The last evening of my life was beautiful and thirsty and confusing all at once. Hard to pick out that last moment from among my memories. Whether it was me staring at her, me, falling to the floor, me trying to be dramatic, when the only real drama in my life was death.

It was a great morning. A morning of coffee and golden silences. In the details there were still those little lines between the wooden planks in the floor, but I still looked at it as one entity. The floor, my floor. My ownership smothered the floor, more than my dirty clothes, hanging out of the hamper. I was confused. I woke up in familar clothes and familiar surroundings, but everything was different. Maybe it was a humming in the door...saying my death was impending, but I knew this day meant more than being sad over my lack of syrup in the fridge.

More than being sad over my last sip of coffee. In fact, I was exuberant. Clothed and ready, I stepped out onto my street on my way to my store, my sucking, seething store which I liked to call my baby at parties to mix up people who knew I didn't have a girlfriend.

Being exhausted over the idea, the wonderful concept of owning something, today I was not exhausted, today I didn't give attention to my lonely self, in fact I was the furthest thing from my mind.

I always practiced believing impossible things, and the impossible thing that day was being happy, genuinely happy. And I found myself smiling and humming, and losing my silly self. Finding myself silly was almost frightening. The birds were chirping and the sun shining.

I passed my neighbor watering the lawn. And she was beautiful. And it wasn't her clothes, baggy t-shirt and jeans, but her expression of "oh god, I hate this lawn" spoke to me, as being poignant and different, sad.

And though my blue skies were like my smooth pancake batter, I needed a cloud to mar my day, or perhaps I would go floating off, unanchored.

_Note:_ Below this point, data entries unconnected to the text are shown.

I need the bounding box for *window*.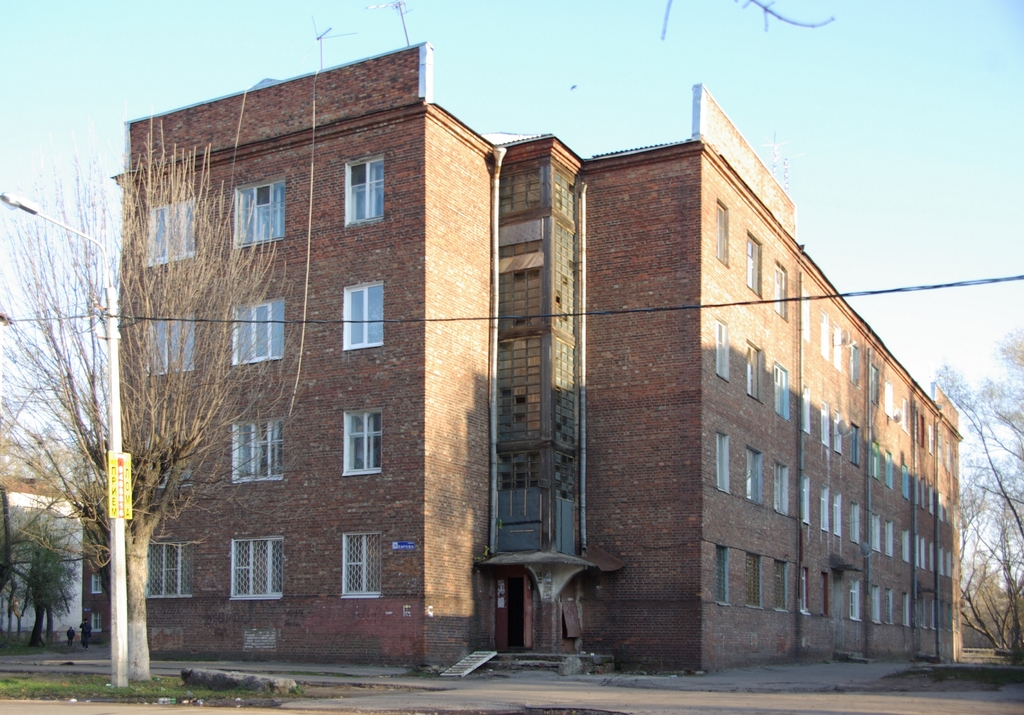
Here it is: {"left": 228, "top": 530, "right": 280, "bottom": 604}.
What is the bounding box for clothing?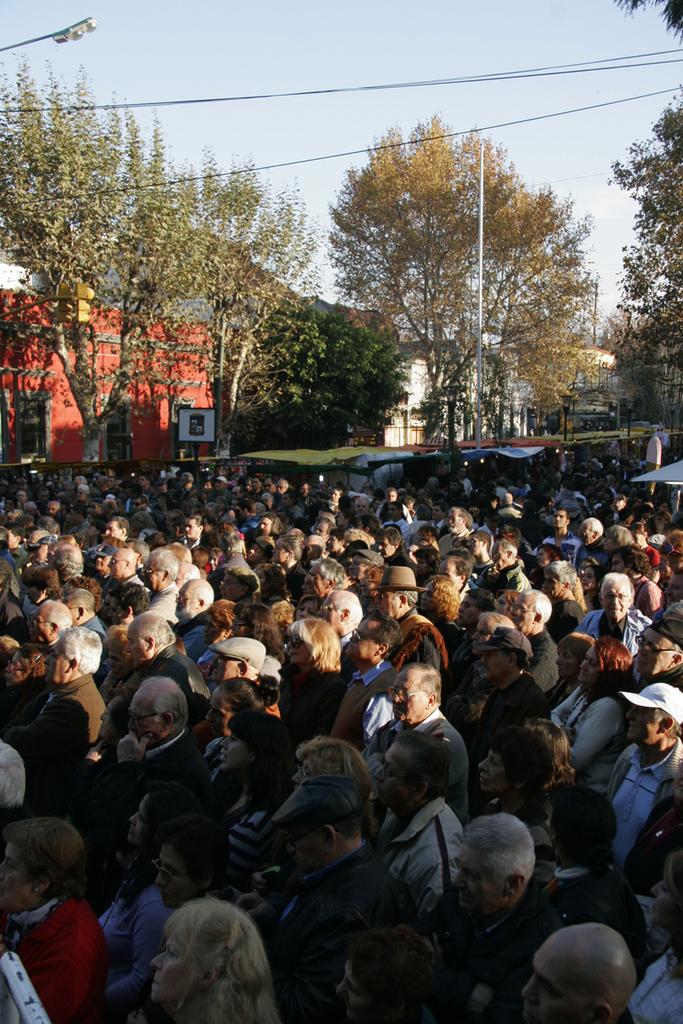
<bbox>102, 861, 184, 1018</bbox>.
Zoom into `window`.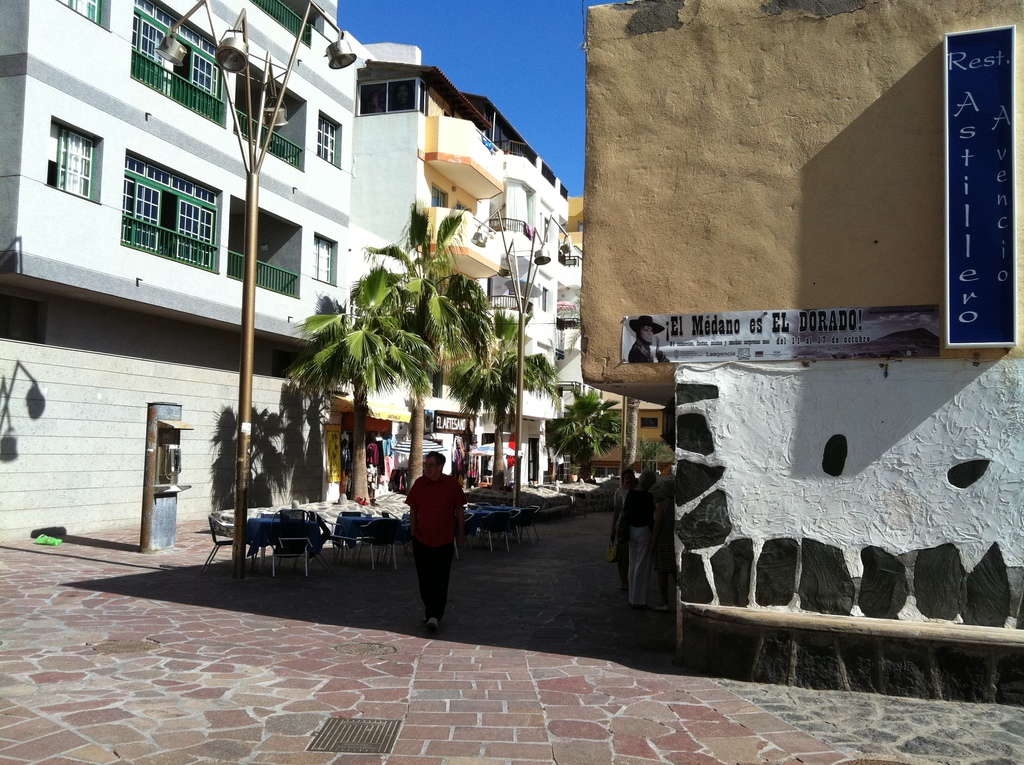
Zoom target: l=314, t=234, r=335, b=285.
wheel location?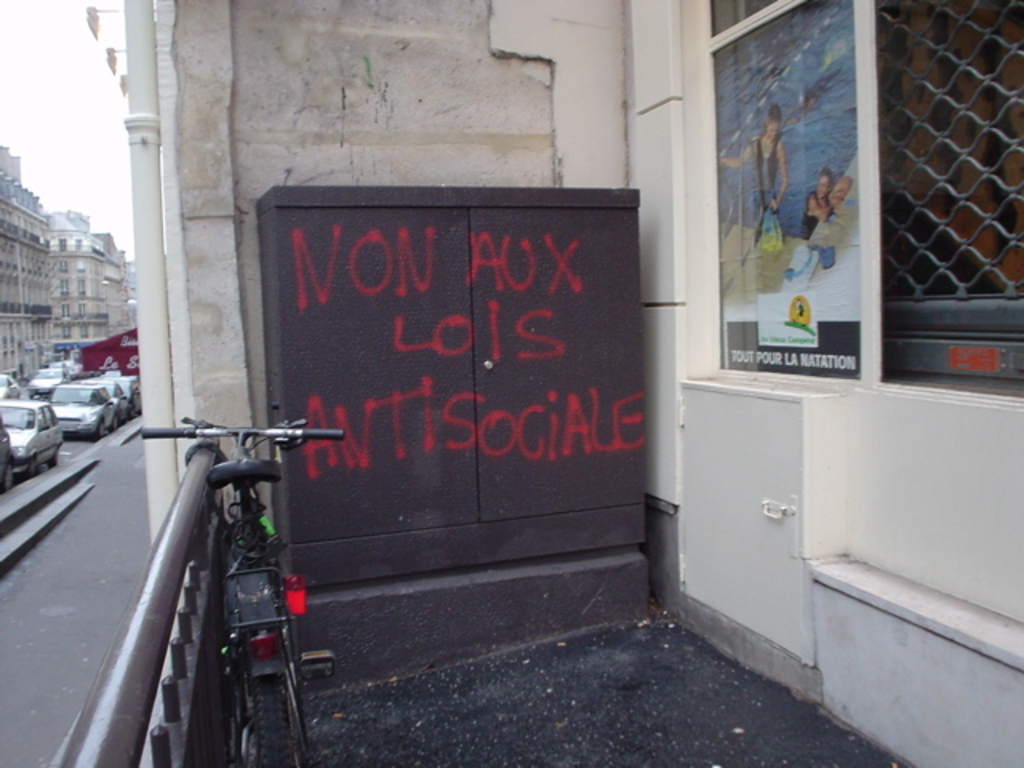
91, 422, 107, 440
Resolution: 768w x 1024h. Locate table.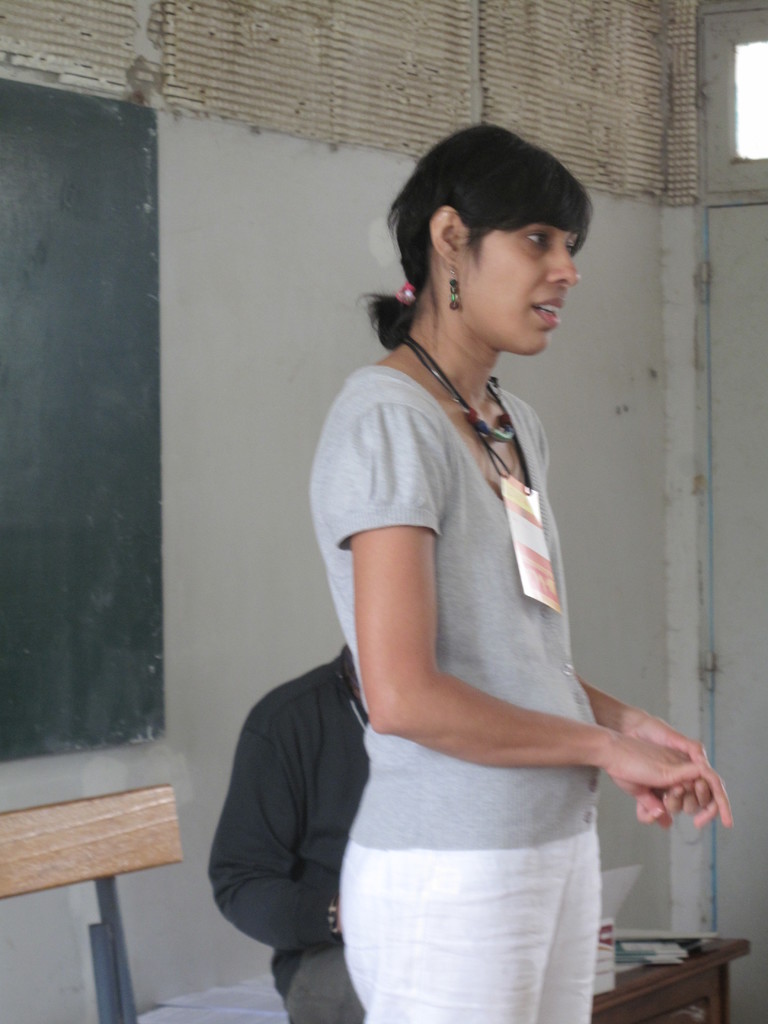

So I went up to her and bent down on one knee and asked her to marry me, with water splashing in my face.

She dropped the hose and opened her mouth in an o. Facing her enemy, me, wet and shining, then she set her hand in my upturned one.

She pulled me up and we walked down the sidewalk together, like two opposites, like parallel lines. We were walking to my store. I couldn't find an excuse to go a different way.

And then he killed me. In the store. And I couldn't find words, because the one who was going to marry me was looking not sad but out of her depth. and leaning forward with her perfect hands, like she was going to take a dive into my soul. Which was slowly slipping away, if you believe in a soul.

He shot me and then said he was sorry, he didn't break even this month and I forgave him. With the blood dripping out of me, I gave him my spirit to hold so next time he wouldn't pull the trigger. I didn't want to remember the moment, but to remember the coffee grounds like Argentina, and the sweetness of powdered sugar on the pancakes. How I couldn't remember feeling that way ever before. And the sun shining on the hair of my bride. That was the way I died...yesterday.

Log in or register to write something here or to contact authors.